Martin Luther King, Jr. was an African-American clergyman who advocated social change through non-violent means. A powerful speaker and a man of great spiritual strength, he shaped the American civil rights movement of the 1950s and 1960s.
SNCC
The Student Nonviolent Coordinating Committee (SNCC) was one of the principal organizations of the American Civil Rights Movement in the 1960s.
Civil Rights Act of 1964
This act made racial, religious, and sex discrimination by employers illegal and gave the government the power to enforce all laws governing civil rights, including desegregation of schools and public places.
Earl Warren
United States jurist who served as chief justice of the United States Supreme Court (1891-1974)
Malcom X
While in prison for burglary Malcolm Little adopted the Black Muslim faith and became a minister of the Nation of Islam upon his release in 1952. As Malcolm X he was a charismatic advocate of black separatism who rejected Martin Luther King Jr.'s policies of non-violence.
Boycott
a group's refusal to have commercial dealings with some organization in protest against its policies
Freedom rides
a series of political protests against segregation by Blacks and Whites who rode buses together through the American South in 1961
CORE
an organization founded by James Leonard Farmer in 1942 to work for racial equality
Kerner Commision
assesed progress on civil rights and concluded they still had a long way to go., Main cause of violence in inner cities was White racism
Brown v. Board of Education
court found that segregation was a violation of the Equal Protection clause "separate but equal" has no place
twenty-Fourth Admendment
ended poll tax
March on Washington
held in 1963 to show support for the Civil Rights Bill in Congress. Martin Luther King gave his famous "I have a dream..." speech. 250,000 people attended the rally
SCLC
key civil rights organization. Southern Christian Leadership Conference. founded in 1957 by, among others, Dr. MLK Jr.
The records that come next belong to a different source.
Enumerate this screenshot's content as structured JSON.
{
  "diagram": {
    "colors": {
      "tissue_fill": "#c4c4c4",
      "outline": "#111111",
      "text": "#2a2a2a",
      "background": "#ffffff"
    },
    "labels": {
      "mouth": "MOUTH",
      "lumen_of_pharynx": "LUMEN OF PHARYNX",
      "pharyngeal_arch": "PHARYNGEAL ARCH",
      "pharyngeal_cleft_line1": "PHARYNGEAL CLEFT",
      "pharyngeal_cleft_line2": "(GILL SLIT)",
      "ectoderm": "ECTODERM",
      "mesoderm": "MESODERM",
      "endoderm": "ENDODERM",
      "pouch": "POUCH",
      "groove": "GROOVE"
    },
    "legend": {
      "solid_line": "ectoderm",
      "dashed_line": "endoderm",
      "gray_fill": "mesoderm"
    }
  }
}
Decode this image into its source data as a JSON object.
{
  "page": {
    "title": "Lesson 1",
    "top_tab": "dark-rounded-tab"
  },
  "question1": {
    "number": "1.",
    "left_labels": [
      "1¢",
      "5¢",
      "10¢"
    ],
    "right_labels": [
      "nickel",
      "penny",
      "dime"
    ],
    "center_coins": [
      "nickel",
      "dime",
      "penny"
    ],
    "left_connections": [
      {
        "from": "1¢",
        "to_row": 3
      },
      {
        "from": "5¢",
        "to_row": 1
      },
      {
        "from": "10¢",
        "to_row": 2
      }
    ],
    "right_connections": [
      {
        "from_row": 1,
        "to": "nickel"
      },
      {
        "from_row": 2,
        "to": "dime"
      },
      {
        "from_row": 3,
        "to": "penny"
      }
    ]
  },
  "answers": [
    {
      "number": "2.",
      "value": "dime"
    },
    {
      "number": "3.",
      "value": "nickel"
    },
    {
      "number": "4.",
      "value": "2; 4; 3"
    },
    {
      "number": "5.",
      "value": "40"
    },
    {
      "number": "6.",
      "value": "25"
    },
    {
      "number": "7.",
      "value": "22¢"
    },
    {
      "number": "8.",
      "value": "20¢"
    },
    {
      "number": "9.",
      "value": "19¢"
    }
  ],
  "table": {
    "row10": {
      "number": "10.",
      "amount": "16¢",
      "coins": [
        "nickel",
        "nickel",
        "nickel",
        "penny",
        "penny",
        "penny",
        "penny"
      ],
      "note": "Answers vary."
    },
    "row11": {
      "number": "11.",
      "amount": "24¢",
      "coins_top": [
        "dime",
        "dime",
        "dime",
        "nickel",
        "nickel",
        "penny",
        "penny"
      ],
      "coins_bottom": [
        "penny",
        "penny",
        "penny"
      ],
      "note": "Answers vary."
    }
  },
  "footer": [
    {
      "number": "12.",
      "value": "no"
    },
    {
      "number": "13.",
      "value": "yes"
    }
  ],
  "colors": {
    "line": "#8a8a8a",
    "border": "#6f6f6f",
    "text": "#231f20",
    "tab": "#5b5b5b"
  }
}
Project "C"/Protests in Birmingham
movement organized by the Southern Christian Leadership Conference (SCLC) to bring attention to the unequal treatment black Americans endured in Birmingham, Alabama.
Sit-in
nonviolent protests in which a person sits and refuses to leave
de facto segragation
physical seperation based on informal norms
Black Panthers
political party formed by African Americans to fight police brutality. They urged violent resistance against whites. Many whites and moderate African Americans feared the group.
de jure segregation
segregation that is imposed by law
Lyndon B. Johnson
signed the civil rights act of 1964 into law and the voting rights act of 1965. he had a war on poverty in his agenda. in an attempt to win, he set a few goals, including the great society, the economic opportunity act, and other programs that provided food stamps and welfare to needy famillies. he also created a department of housing and urban development. his most important legislation was probably medicare and medicaid.
Plessy v. Ferguson
sumpreme court ruled that segregation public places facilities were legal as long as the facilites were equal
Selma March
three marches in 1965 that marked the political and emotional peak of the American civil rights movement.
Stockely Carmichael
was a Trinidadian-American black activist active in the 1960s American Civil Rights Movement. He rose to prominence first as a leader of the Student Nonviolent Coordinating Committee SNCC pronounced "snick" and later as the "Honorary Prime Minister" of the Black Panther Party.